Benazir Bhutto was also the flawed heir to a great, progressive political legacy, though hers was a bloody and turbulent inheritance defined by her father's execution by General Zia's military dictatorship. She had little to show for her two spells in office. Still, her death - and the courage of her final campaign - will rightly make her an enduring symbol of the desire for Pakistani democracy. That was not just the central theme of the tributes paid by world leaders. It is also echoed in the more nuanced and critical accounts from commentators and political opponents.
Bhutto's assassination also marks a failure of US and western polcy towards Pakistan. Over recent months, the top priority of the US administration had been brokering a Musharraf-Bhutto alliance, a strategy fraught with risk since the rift between the military and the Bhutto clan has dominated Pakistan's recent political history. The ostensible rationale was to bolster stability and western influence, yet those aims seemed to have become indistinguishable from the wish to 'bail out' President Musharraf.
It should now be clear that this broader strategy of backing Musharraf has now failed. The Washington debate has been about stability versus democracy - yet history is littered with evidence that making the 'strongman' choice for stability frequently delivers neither stability nor democracy. The broader mistake has been to place far too little emphasis on backing democratic principles and institution building, and instead too much on backing individuals, whose rhetorical commitment to those long-term goals has been, at best, contingent and more often lacking credibility entirely.
The argument for a change of policy is made powerfully by newspapers on three different continents today.
In London, The Guardian anticipates that Musharraf will claim to be the alternative to chaos, but notes that the claim has become threadbare:
This is by now a familiar speech. He made it when he first seized power as chief of the army eight years ago. He had made it when he launched a mini-coup by declaring a state of emergency on November 3. And he made it again last night. Each time he claims that the chaos in society justifies emergency powers, he fails to deliver that stability.
The New York Times is hopeful that the right policy might now be followed since all alternatives now appear to have been exhausted.
Betting America’s security (and Pakistan’s nuclear arsenal) on an unaccountable dictator, President Pervez Musharraf, did not work. Betting it on a back-room alliance between that dictator and Ms. Bhutto, who had hoped to win a third try as prime minister next month, is no longer possible.
That leaves Mr. Bush with the principled, if unfamiliar, option of using American prestige and resources to fortify Pakistan’s badly battered democratic institutions. There is no time to waste.

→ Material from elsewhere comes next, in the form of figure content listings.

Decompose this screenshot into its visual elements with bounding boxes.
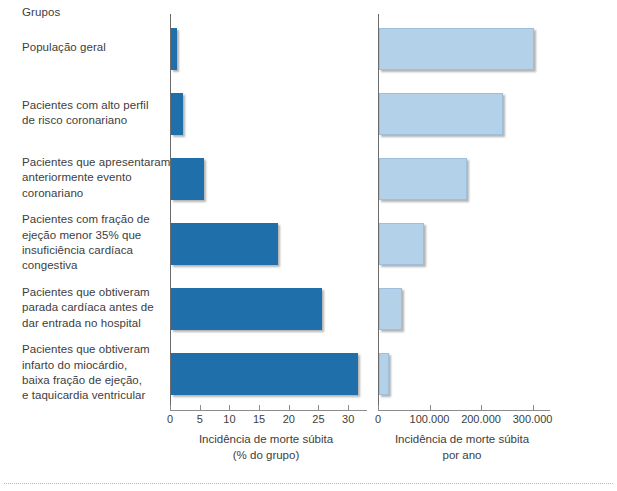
- x-axis-tick: [170, 405, 171, 411]
- category-label-line: parada cardíaca antes de: [22, 300, 172, 315]
- category-label: Pacientes que obtiveraminfarto do miocár…: [22, 342, 172, 404]
- category-label-line: Pacientes que obtiveram: [22, 285, 172, 300]
- bar: [171, 93, 183, 135]
- bar: [379, 93, 503, 135]
- bar: [379, 158, 467, 200]
- x-axis-line: [378, 410, 550, 411]
- x-axis-tick: [533, 405, 534, 411]
- bar: [379, 223, 424, 265]
- category-label-line: infarto do miocárdio,: [22, 358, 172, 373]
- category-label-line: anteriormente evento: [22, 170, 172, 185]
- bar: [171, 158, 204, 200]
- x-axis-tick-label: 30: [342, 413, 354, 425]
- x-axis-tick: [481, 405, 482, 411]
- category-label-line: dar entrada no hospital: [22, 316, 172, 331]
- category-label-line: e taquicardia ventricular: [22, 388, 172, 403]
- category-label-line: congestiva: [22, 258, 172, 273]
- category-label-line: de risco coronariano: [22, 113, 172, 128]
- bar: [379, 28, 534, 70]
- category-label-line: insuficiência cardíaca: [22, 243, 172, 258]
- bar: [171, 288, 322, 330]
- x-axis-tick-label: 10: [223, 413, 235, 425]
- x-axis-tick: [289, 405, 290, 411]
- x-axis-tick: [378, 405, 379, 411]
- chart-panel-percent: 051015202530 Incidência de morte súbita(…: [170, 14, 370, 430]
- category-label-line: baixa fração de ejeção,: [22, 373, 172, 388]
- y-axis-line: [378, 14, 379, 410]
- x-axis-title-line: Incidência de morte súbita: [362, 432, 562, 448]
- x-axis-tick-label: 25: [312, 413, 324, 425]
- category-label-line: Pacientes com fração de: [22, 212, 172, 227]
- x-axis-title-line: Incidência de morte súbita: [166, 432, 366, 448]
- plot-area-per-year: 0100.000200.000300.000: [378, 14, 578, 410]
- footer-divider: [4, 483, 613, 484]
- x-axis-tick: [229, 405, 230, 411]
- bar: [379, 288, 402, 330]
- bar: [171, 223, 278, 265]
- x-axis-tick: [348, 405, 349, 411]
- x-axis-title-percent: Incidência de morte súbita(% do grupo): [166, 432, 366, 463]
- category-label-column: Grupos População geralPacientes com alto…: [0, 0, 168, 430]
- category-label-line: coronariano: [22, 186, 172, 201]
- x-axis-title-line: (% do grupo): [166, 448, 366, 464]
- chart-figure: Grupos População geralPacientes com alto…: [0, 0, 617, 491]
- x-axis-tick-label: 300.000: [513, 413, 553, 425]
- category-label: Pacientes que obtiveramparada cardíaca a…: [22, 285, 172, 331]
- x-axis-tick: [318, 405, 319, 411]
- category-label-line: ejeção menor 35% que: [22, 228, 172, 243]
- x-axis-title-per-year: Incidência de morte súbitapor ano: [362, 432, 562, 463]
- category-label: Pacientes que apresentaramanteriormente …: [22, 155, 172, 201]
- y-axis-line: [170, 14, 171, 410]
- x-axis-tick: [430, 405, 431, 411]
- x-axis-tick-label: 200.000: [461, 413, 501, 425]
- x-axis-tick: [200, 405, 201, 411]
- x-axis-tick: [259, 405, 260, 411]
- x-axis-tick-label: 100.000: [410, 413, 450, 425]
- category-label: População geral: [22, 40, 172, 55]
- bar: [171, 28, 177, 70]
- groups-column-header: Grupos: [22, 6, 60, 18]
- x-axis-tick-label: 0: [167, 413, 173, 425]
- x-axis-tick-label: 20: [283, 413, 295, 425]
- x-axis-title-line: por ano: [362, 448, 562, 464]
- category-label: Pacientes com alto perfilde risco corona…: [22, 98, 172, 129]
- bar: [379, 353, 389, 395]
- category-label-line: Pacientes que obtiveram: [22, 342, 172, 357]
- category-label-line: Pacientes que apresentaram: [22, 155, 172, 170]
- plot-area-percent: 051015202530: [170, 14, 370, 410]
- category-label-line: População geral: [22, 40, 172, 55]
- category-label: Pacientes com fração deejeção menor 35% …: [22, 212, 172, 274]
- bar: [171, 353, 358, 395]
- x-axis-tick-label: 5: [197, 413, 203, 425]
- x-axis-tick-label: 0: [375, 413, 381, 425]
- category-label-line: Pacientes com alto perfil: [22, 98, 172, 113]
- x-axis-tick-label: 15: [253, 413, 265, 425]
- chart-panel-per-year: 0100.000200.000300.000 Incidência de mor…: [378, 14, 578, 430]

The Times of India puts a related point perhaps most powerfully of all. The argument that "the top priority has to be stabilising the nation" is correct, but should not now imply once again reinforcing emergency powers for Musharraf. "Making Musharraf the main prop of the nation's stability has failed, decisively".most powerfully of all. says the paper, noting the highly questionable focus of this supposed path to democratisation in recent months.
Musharraf's administration has focused its energies on targeting lawyers, political activists, supreme court judges and mediapersons, sending thousands of peaceful activists to jail. While being unable to prevent terrorists from striking at will, not even in Rawalpindi, which is a garrison city as well as ISI's home base. The military has also been diverting aid meant for frontline troops fighting the Taliban and the Al-Qaida, for the sake of trophy arms purchases if not outright corruption.
Independent voices in Pakistan have expressed similar views. The day before the assassination, an editorial in Dawn, Pakistan's leading English language newspaper noted the lack of substantive foreign policy progress in the Karzai-Musharraf summit this week, noting that 'the president's decision to shed his uniform, the return of the exiled ex-prime ministers, and the on-going campaigning have not given Pakistan even a semblance of normality.
Yet one lesson of the failure of current western strategy is to appreciate the limits of what can be engineered from outside. The possibilities for constructive external diplomatic pressure will depend on internal developments. Benazir Bhutto's PPP was a strange hybrid - a wholly owned family fiedfdom and yet still perhaps the best hope for democracy. Turning a dynasty into a democratic movement must be the task of those seeking to construct the viable alternative to military rule or Islamism which Pakistan needs.
1 comment:
Standard argument really... 'we will limit democracy, in order to protect democracy'.
One gets the feeling that without the crisis in civil society precipitated by Musharaff's contempt for the rights of his own citizens, Bhutto may still be alive today.
Incidentally,the PPP itself could do with a bit of a revamp. It needs to make moves towards the Lawyers who, were it a little more democratic itself, would be natural backers and powerful advocates.
On a rather separate note, the whole event should renew the faith of those who back interventions for regime change in people to do things for themselves, given the necessary political support from the west.